Predict the relation between two entities.
Returns: (relation_type, confidence)
"""
encoding = self.encode_with_entity_markers(text, entity1, entity2)
with torch.no_grad():
outputs = self.model(**encoding)
logits = outputs.logits
probs = torch.softmax(logits, dim=-1)[0]
pred_idx = torch.argmax(probs).item()
confidence = probs[pred_idx].item()
return self.relation_labels[pred_idx], confidence
def extract_all_pairs(self, text: str, entities: List[str]) -> List[Tuple[str, str, str, float]]:
"""
Extract relations for all entity pairs in text.
Returns: [(entity1, relation, entity2, confidence), ...]
"""
relations = []
for i, e1 in enumerate(entities):
for e2 in entities[i+1:]:
if e1.lower() != e2.lower():
rel, conf = self.predict(text, e1, e2)
if rel != "NONE" and conf > 0.5:
relations.append((e1, rel, e2, conf))
return relations
# Example (requires a fine-tuned model; here we show the interface)
# extractor = TransformerRelationExtractor()
# text = "Alice Johnson works at Google, which is located in Mountain View."
# entities = ["Alice Johnson", "Google", "Mountain View"]
# relations = extractor.extract_all_pairs(text, entities)
# for e1, rel, e2, conf in relations:
# print(f"{e1} --[{rel}]--> {e2} ({conf:.2f})")
Fine-Tuning a Relation Extraction Model
To adapt a pre-trained model to your domain, fine-tune on labeled data:
from transformers import Trainer, TrainingArguments
from torch.utils.data import Dataset
class RelationDataset(Dataset):
"""Custom dataset for relation extraction."""

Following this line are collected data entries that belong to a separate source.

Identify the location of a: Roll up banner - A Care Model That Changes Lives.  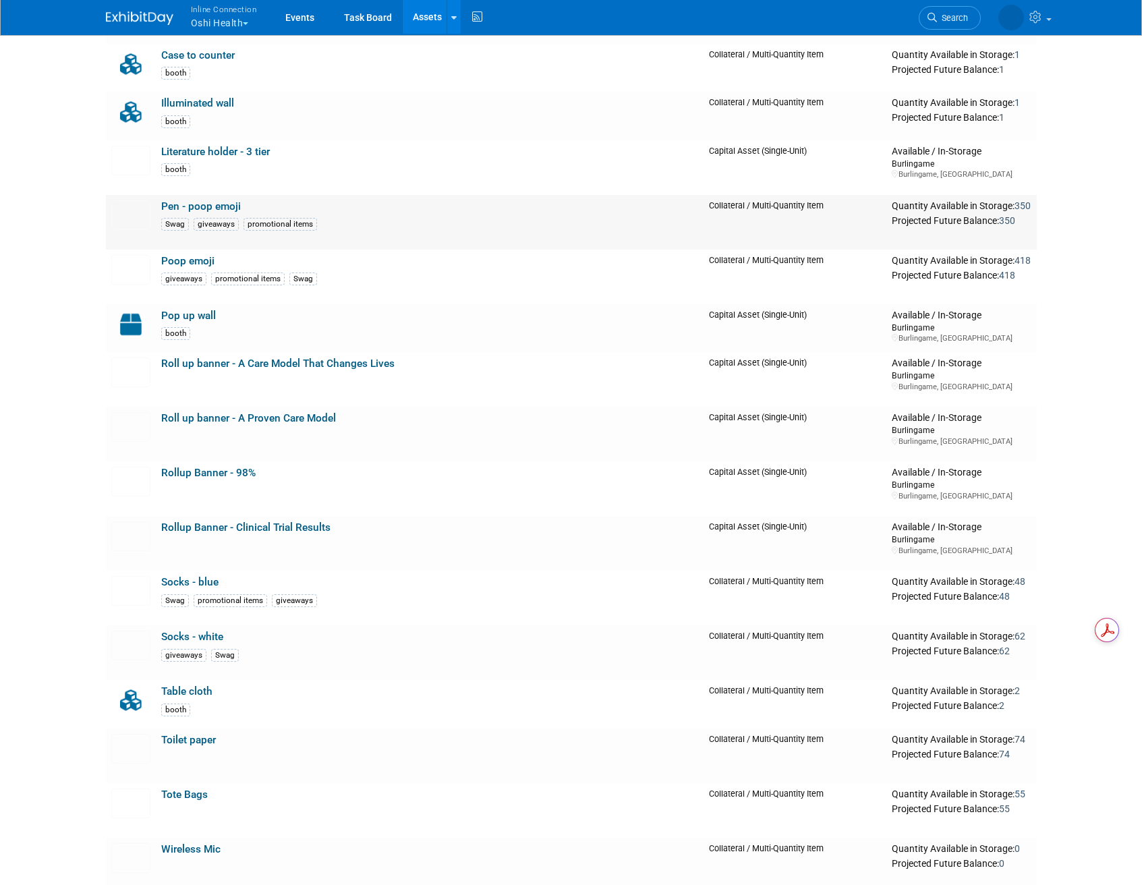
(278, 364).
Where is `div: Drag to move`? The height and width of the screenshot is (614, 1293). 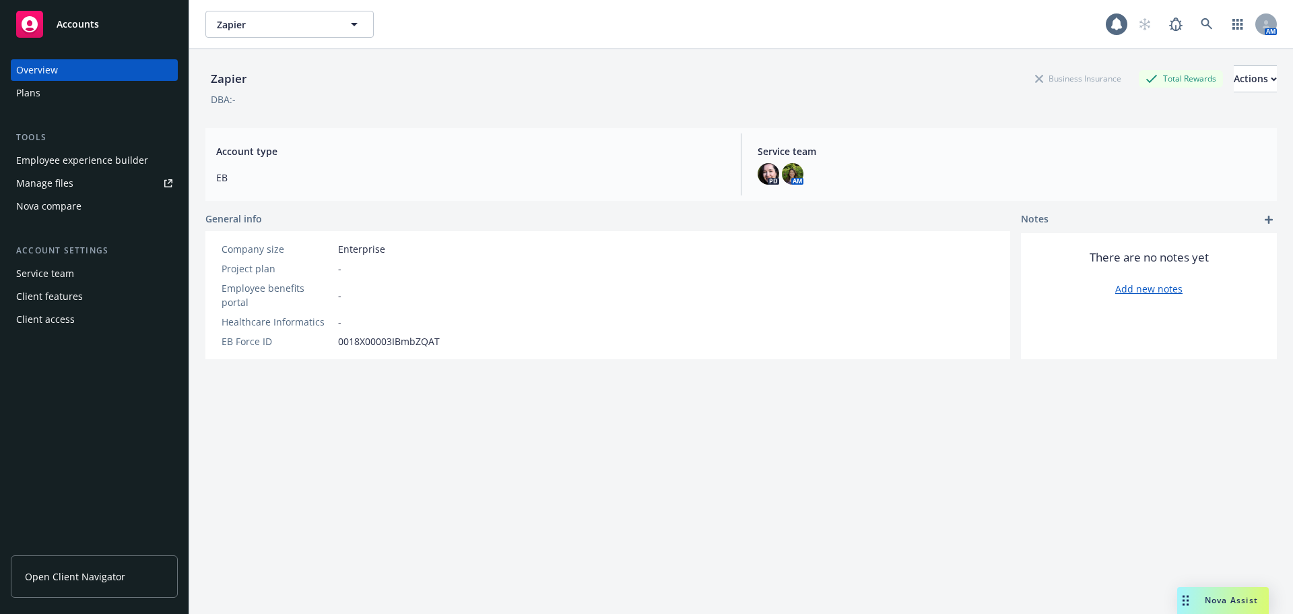 div: Drag to move is located at coordinates (1185, 600).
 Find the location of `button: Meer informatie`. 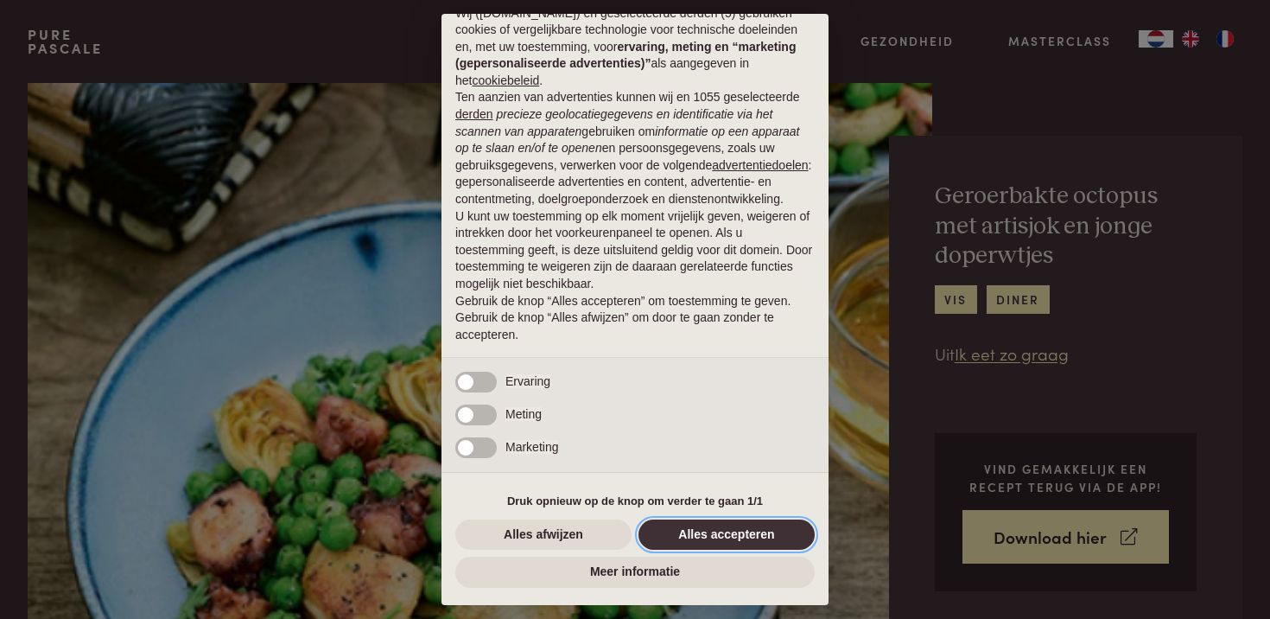

button: Meer informatie is located at coordinates (635, 572).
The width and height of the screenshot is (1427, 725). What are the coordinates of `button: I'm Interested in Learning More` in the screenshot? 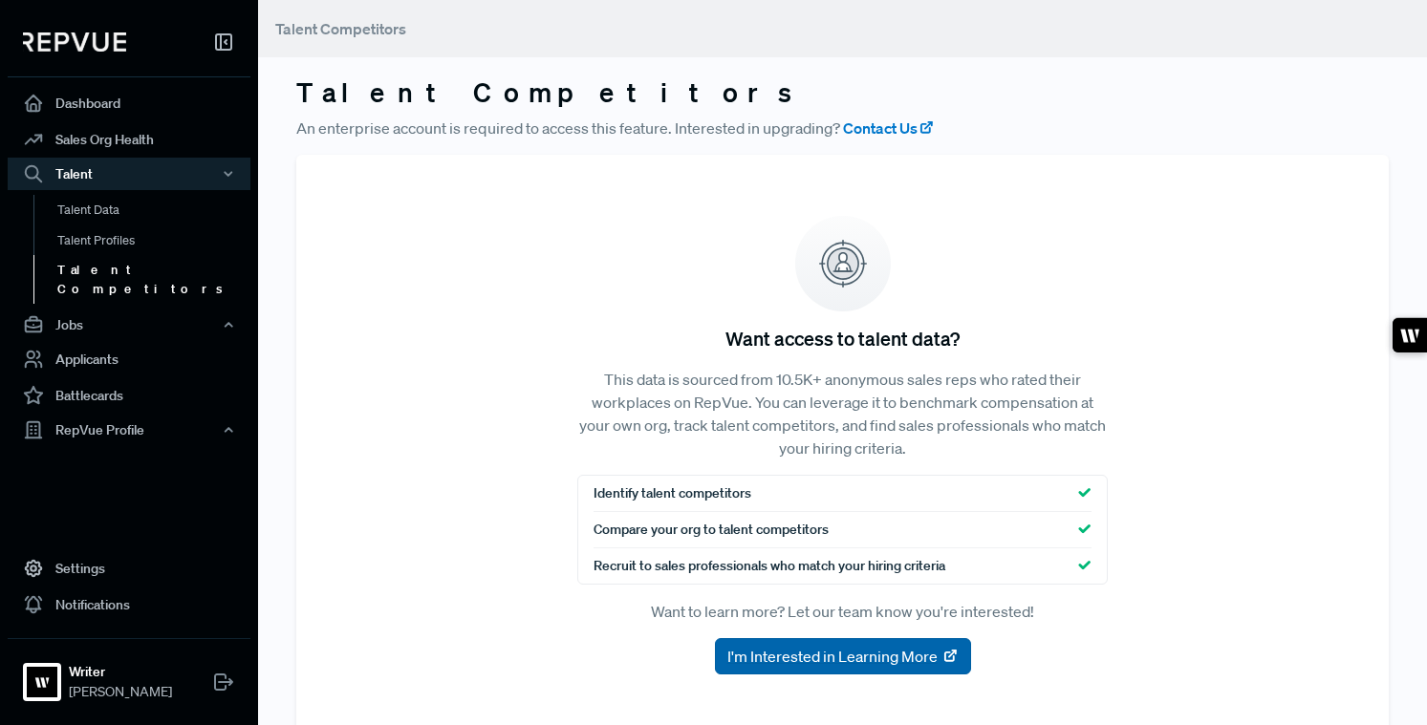 It's located at (843, 656).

def __init__(self, texts, entity1s, entity2s, labels, tokenizer, max_len=256):
self.texts = texts
self.entity1s = entity1s
self.entity2s = entity2s
self.labels = labels
self.tokenizer = tokenizer
self.max_len = max_len
def __len__(self):
return len(self.texts)
def __getitem__(self, idx):
text = self.texts[idx]
e1 = self.entity1s[idx]
e2 = self.entity2s[idx]
label = self.labels[idx]
# Mark entities
marked = text.replace(e1, f"[E1] {e1} [/E1]", 1)
marked = marked.replace(e2, f"[E2] {e2} [/E2]", 1)
encoding = self.tokenizer(
marked,
max_length=self.max_len,
padding="max_length",
truncation=True,
return_tensors="pt"
)
return {
"input_ids": encoding["input_ids"].squeeze(),
"attention_mask": encoding["attention_mask"].squeeze(),
"labels": torch.tensor(label, dtype=torch.long)
}
# Training example (pseudocode)
# train_texts = ["Alice works at Google", "Google acquired DeepMind", ...]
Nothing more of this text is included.